During this first year of the darkness, all the kids in our block looked forward to our birthdays even more than we looked forward to morning. Not every day had a birthday. And despite the little gifts we were able to make for each other, despite being allowed first choice from the stew pot at meal times, it was nightfall that the birthday girl – and the rest of us – really anticipated all day when my father, the Fire Keeper, took out his magic box, slid it open, and removed one tiny, red-tipped stick, presented it to the celebrated, and held out the strike pad on the box’s side. The gift of fire, he would tell us, all sitting in a circle, was what kept us alive, and birthdays were a celebration of that life; each child on her birthday received one little flame on its tiny stick, to do with it whatever she wished. Some held it, felt its warmth in their hands; some carried it around the circle, letting us all see it up close; others lit candles with it, to take back to their own shelters.

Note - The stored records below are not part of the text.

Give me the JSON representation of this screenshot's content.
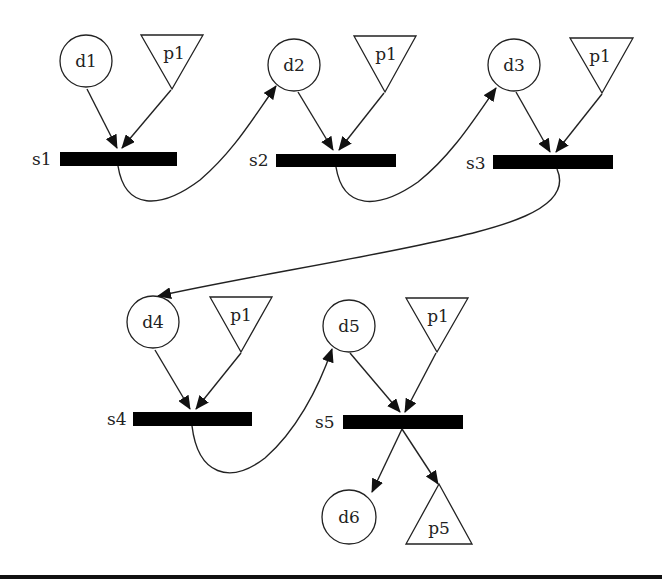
{
  "diagram": {
    "type": "petri-net-process-chain",
    "data_nodes": [
      {
        "id": "d1",
        "label": "d1",
        "cx": 86,
        "cy": 61
      },
      {
        "id": "d2",
        "label": "d2",
        "cx": 294,
        "cy": 65
      },
      {
        "id": "d3",
        "label": "d3",
        "cx": 514,
        "cy": 65
      },
      {
        "id": "d4",
        "label": "d4",
        "cx": 153,
        "cy": 322
      },
      {
        "id": "d5",
        "label": "d5",
        "cx": 349,
        "cy": 326
      },
      {
        "id": "d6",
        "label": "d6",
        "cx": 349,
        "cy": 517
      }
    ],
    "param_nodes": [
      {
        "id": "p1a",
        "label": "p1",
        "x1": 141,
        "x2": 203,
        "top": 34,
        "apex": 89,
        "dir": "down"
      },
      {
        "id": "p1b",
        "label": "p1",
        "x1": 354,
        "x2": 416,
        "top": 36,
        "apex": 92,
        "dir": "down"
      },
      {
        "id": "p1c",
        "label": "p1",
        "x1": 570,
        "x2": 633,
        "top": 38,
        "apex": 93,
        "dir": "down"
      },
      {
        "id": "p1d",
        "label": "p1",
        "x1": 210,
        "x2": 272,
        "top": 297,
        "apex": 352,
        "dir": "down"
      },
      {
        "id": "p1e",
        "label": "p1",
        "x1": 406,
        "x2": 468,
        "top": 298,
        "apex": 352,
        "dir": "down"
      },
      {
        "id": "p5",
        "label": "p5",
        "x1": 406,
        "x2": 472,
        "top": 484,
        "apex": 484,
        "base": 544,
        "dir": "up"
      }
    ],
    "steps": [
      {
        "id": "s1",
        "label": "s1",
        "x": 60,
        "y": 152,
        "w": 117,
        "h": 14
      },
      {
        "id": "s2",
        "label": "s2",
        "x": 276,
        "y": 154,
        "w": 120,
        "h": 13
      },
      {
        "id": "s3",
        "label": "s3",
        "x": 493,
        "y": 155,
        "w": 120,
        "h": 14
      },
      {
        "id": "s4",
        "label": "s4",
        "x": 133,
        "y": 412,
        "w": 119,
        "h": 14
      },
      {
        "id": "s5",
        "label": "s5",
        "x": 343,
        "y": 415,
        "w": 120,
        "h": 14
      }
    ],
    "edges": [
      {
        "from": "d1",
        "to": "s1"
      },
      {
        "from": "p1a",
        "to": "s1"
      },
      {
        "from": "s1",
        "to": "d2"
      },
      {
        "from": "d2",
        "to": "s2"
      },
      {
        "from": "p1b",
        "to": "s2"
      },
      {
        "from": "s2",
        "to": "d3"
      },
      {
        "from": "d3",
        "to": "s3"
      },
      {
        "from": "p1c",
        "to": "s3"
      },
      {
        "from": "s3",
        "to": "d4"
      },
      {
        "from": "d4",
        "to": "s4"
      },
      {
        "from": "p1d",
        "to": "s4"
      },
      {
        "from": "s4",
        "to": "d5"
      },
      {
        "from": "d5",
        "to": "s5"
      },
      {
        "from": "p1e",
        "to": "s5"
      },
      {
        "from": "s5",
        "to": "d6"
      },
      {
        "from": "s5",
        "to": "p5"
      }
    ],
    "colors": {
      "stroke": "#222222",
      "bar": "#000000",
      "background": "#ffffff"
    }
  }
}
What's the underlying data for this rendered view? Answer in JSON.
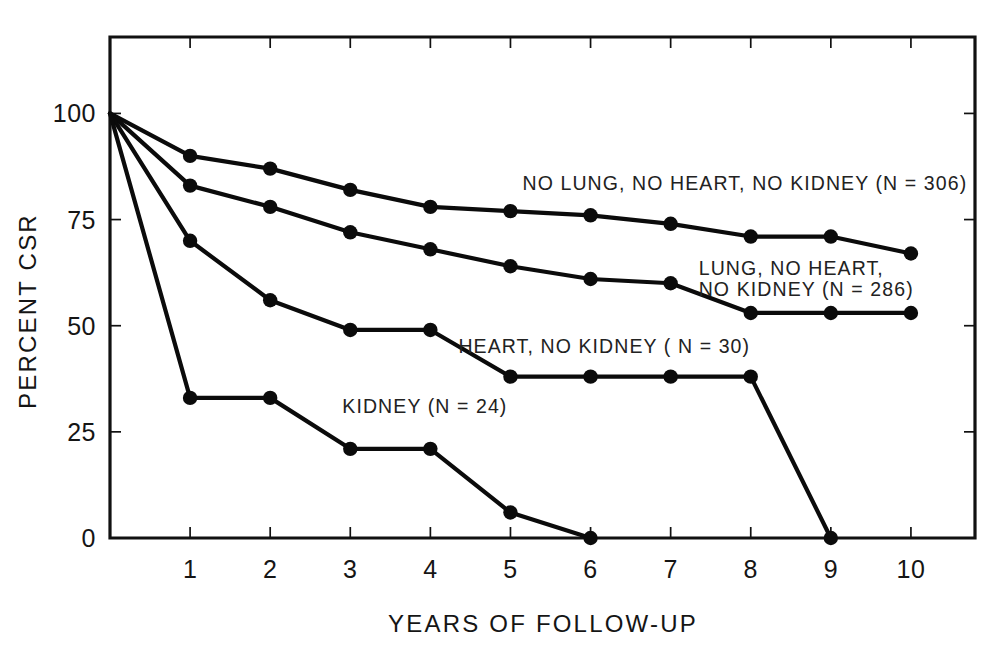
{
  "figure": {
    "background_color": "#ffffff",
    "ink_color": "#111111"
  },
  "chart_data": {
    "type": "line",
    "title": "",
    "subtitle": "",
    "xlabel": "YEARS OF FOLLOW-UP",
    "ylabel": "PERCENT CSR",
    "xlim": [
      0,
      10.8
    ],
    "ylim": [
      0,
      118
    ],
    "grid": false,
    "legend": "inline-annotations",
    "x": [
      0,
      1,
      2,
      3,
      4,
      5,
      6,
      7,
      8,
      9,
      10
    ],
    "xticks": [
      "1",
      "2",
      "3",
      "4",
      "5",
      "6",
      "7",
      "8",
      "9",
      "10"
    ],
    "xtick_values": [
      1,
      2,
      3,
      4,
      5,
      6,
      7,
      8,
      9,
      10
    ],
    "yticks": [
      "0",
      "25",
      "50",
      "75",
      "100"
    ],
    "ytick_values": [
      0,
      25,
      50,
      75,
      100
    ],
    "series": [
      {
        "name": "NO LUNG, NO HEART, NO KIDNEY",
        "n": 306,
        "label": "NO LUNG, NO HEART, NO KIDNEY  (N = 306)",
        "x": [
          0,
          1,
          2,
          3,
          4,
          5,
          6,
          7,
          8,
          9,
          10
        ],
        "values": [
          100,
          90,
          87,
          82,
          78,
          77,
          76,
          74,
          71,
          71,
          67
        ]
      },
      {
        "name": "LUNG, NO HEART, NO KIDNEY",
        "n": 286,
        "label_line1": "LUNG, NO HEART,",
        "label_line2": "NO KIDNEY  (N = 286)",
        "x": [
          0,
          1,
          2,
          3,
          4,
          5,
          6,
          7,
          8,
          9,
          10
        ],
        "values": [
          100,
          83,
          78,
          72,
          68,
          64,
          61,
          60,
          53,
          53,
          53
        ]
      },
      {
        "name": "HEART, NO KIDNEY",
        "n": 30,
        "label": "HEART, NO KIDNEY  ( N = 30)",
        "x": [
          0,
          1,
          2,
          3,
          4,
          5,
          6,
          7,
          8,
          9
        ],
        "values": [
          100,
          70,
          56,
          49,
          49,
          38,
          38,
          38,
          38,
          0
        ]
      },
      {
        "name": "KIDNEY",
        "n": 24,
        "label": "KIDNEY  (N = 24)",
        "x": [
          0,
          1,
          2,
          3,
          4,
          5,
          6
        ],
        "values": [
          100,
          33,
          33,
          21,
          21,
          6,
          0
        ]
      }
    ],
    "annotations": [
      {
        "text": "NO LUNG, NO HEART, NO KIDNEY  (N = 306)",
        "x": 5.15,
        "y": 82
      },
      {
        "text": "LUNG, NO HEART,",
        "x": 7.35,
        "y": 62
      },
      {
        "text": "NO KIDNEY  (N = 286)",
        "x": 7.35,
        "y": 57
      },
      {
        "text": "HEART, NO KIDNEY  ( N = 30)",
        "x": 4.35,
        "y": 43.5
      },
      {
        "text": "KIDNEY  (N = 24)",
        "x": 2.9,
        "y": 29.5
      }
    ]
  }
}
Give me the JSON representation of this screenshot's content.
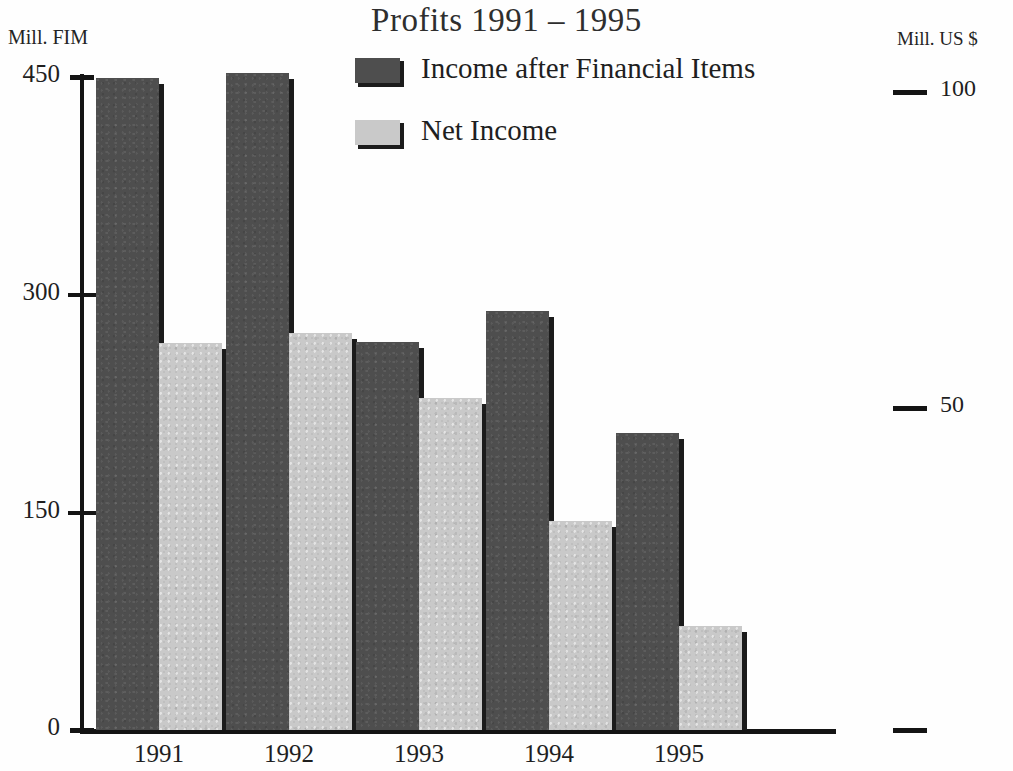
{
  "chart_data": {
    "type": "bar",
    "title": "Profits 1991 – 1995",
    "xlabel": "",
    "ylabel": "Mill. FIM",
    "y2label": "Mill. US $",
    "categories": [
      "1991",
      "1992",
      "1993",
      "1994",
      "1995"
    ],
    "series": [
      {
        "name": "Income after Financial Items",
        "color": "#4e4e4e",
        "values": [
          449,
          453,
          267,
          289,
          205
        ]
      },
      {
        "name": "Net Income",
        "color": "#c9c9c9",
        "values": [
          267,
          274,
          229,
          144,
          72
        ]
      }
    ],
    "ylim": [
      0,
      450
    ],
    "yticks": [
      0,
      150,
      300,
      450
    ],
    "ytick_labels": [
      "0",
      "150",
      "300",
      "450"
    ],
    "y2lim": [
      0,
      103
    ],
    "y2ticks": [
      50,
      100
    ],
    "y2tick_labels": [
      "50",
      "100"
    ],
    "grid": false,
    "legend_position": "top-center"
  },
  "axes": {
    "left_title": "Mill. FIM",
    "right_title": "Mill. US $",
    "left_ticks": [
      {
        "label": "450",
        "y": 77
      },
      {
        "label": "300",
        "y": 295
      },
      {
        "label": "150",
        "y": 513
      },
      {
        "label": "0",
        "y": 730
      }
    ],
    "right_ticks": [
      {
        "label": "100",
        "y": 92
      },
      {
        "label": "50",
        "y": 408
      },
      {
        "label": "",
        "y": 730
      }
    ]
  },
  "legend": {
    "items": [
      {
        "label": "Income after Financial Items",
        "swatch": "dark-swatch-icon"
      },
      {
        "label": "Net Income",
        "swatch": "light-swatch-icon"
      }
    ]
  },
  "bars": [
    {
      "category": "1991",
      "series": "Income after Financial Items",
      "value": 449,
      "x": 96,
      "top": 78,
      "width": 63,
      "tone": "dark"
    },
    {
      "category": "1991",
      "series": "Net Income",
      "value": 267,
      "x": 159,
      "top": 343,
      "width": 63,
      "tone": "light"
    },
    {
      "category": "1992",
      "series": "Income after Financial Items",
      "value": 453,
      "x": 226,
      "top": 73,
      "width": 63,
      "tone": "dark"
    },
    {
      "category": "1992",
      "series": "Net Income",
      "value": 274,
      "x": 289,
      "top": 333,
      "width": 63,
      "tone": "light"
    },
    {
      "category": "1993",
      "series": "Income after Financial Items",
      "value": 267,
      "x": 356,
      "top": 342,
      "width": 63,
      "tone": "dark"
    },
    {
      "category": "1993",
      "series": "Net Income",
      "value": 229,
      "x": 419,
      "top": 398,
      "width": 63,
      "tone": "light"
    },
    {
      "category": "1994",
      "series": "Income after Financial Items",
      "value": 289,
      "x": 486,
      "top": 311,
      "width": 63,
      "tone": "dark"
    },
    {
      "category": "1994",
      "series": "Net Income",
      "value": 144,
      "x": 549,
      "top": 521,
      "width": 63,
      "tone": "light"
    },
    {
      "category": "1995",
      "series": "Income after Financial Items",
      "value": 205,
      "x": 616,
      "top": 433,
      "width": 63,
      "tone": "dark"
    },
    {
      "category": "1995",
      "series": "Net Income",
      "value": 72,
      "x": 679,
      "top": 626,
      "width": 63,
      "tone": "light"
    }
  ],
  "x_labels": [
    {
      "label": "1991",
      "x": 94
    },
    {
      "label": "1992",
      "x": 224
    },
    {
      "label": "1993",
      "x": 354
    },
    {
      "label": "1994",
      "x": 484
    },
    {
      "label": "1995",
      "x": 614
    }
  ]
}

My father had found the box, he said, the day the darkness began, dug it out of the rubble. Possessing the firesticks gave him standing in our little community, but he never used them himself, even as the Fire Keeper. He was a master, and there had yet to be a day when he couldn’t light the communal fire at dusk with a flint or with just the wood itself. I’d watched him toil over the smoking tinder in high winds; I’d watched him use his own tarp to keep his wood supply dry while he sat in the rain. But however long he left me alone in our tent, he always had the fire going by nightfall.

Today is my birthday. When my father presents me with my firestick, I reach out and take both it and the box, and my father lets me because I am his. And I strike the red tip on the rough pad and feel the heat on my fingers, the glow on my face, which I know displays the same awe I have seen on every other birthday girl’s face. We are sitting around the communal stew pot, which still sits cold, the wood beneath it still damp from the morning’s rain, my father looking to have a long, frustrating evening away from me getting it lit.

Shaking off the spell this tiny flame has cast over me, I stand up, step forward, and kneel beside the stew cauldron to lower the flame into the tinder. I have watched my father do this a hundred times with other wood and other flames, and know where to light. I smile as the fire takes to the hissing wood, I smile seeing my father smile, knowing that now the Fire Keeper’s task is finished early, his gift returned and returned again because tonight I’ll have him to myself.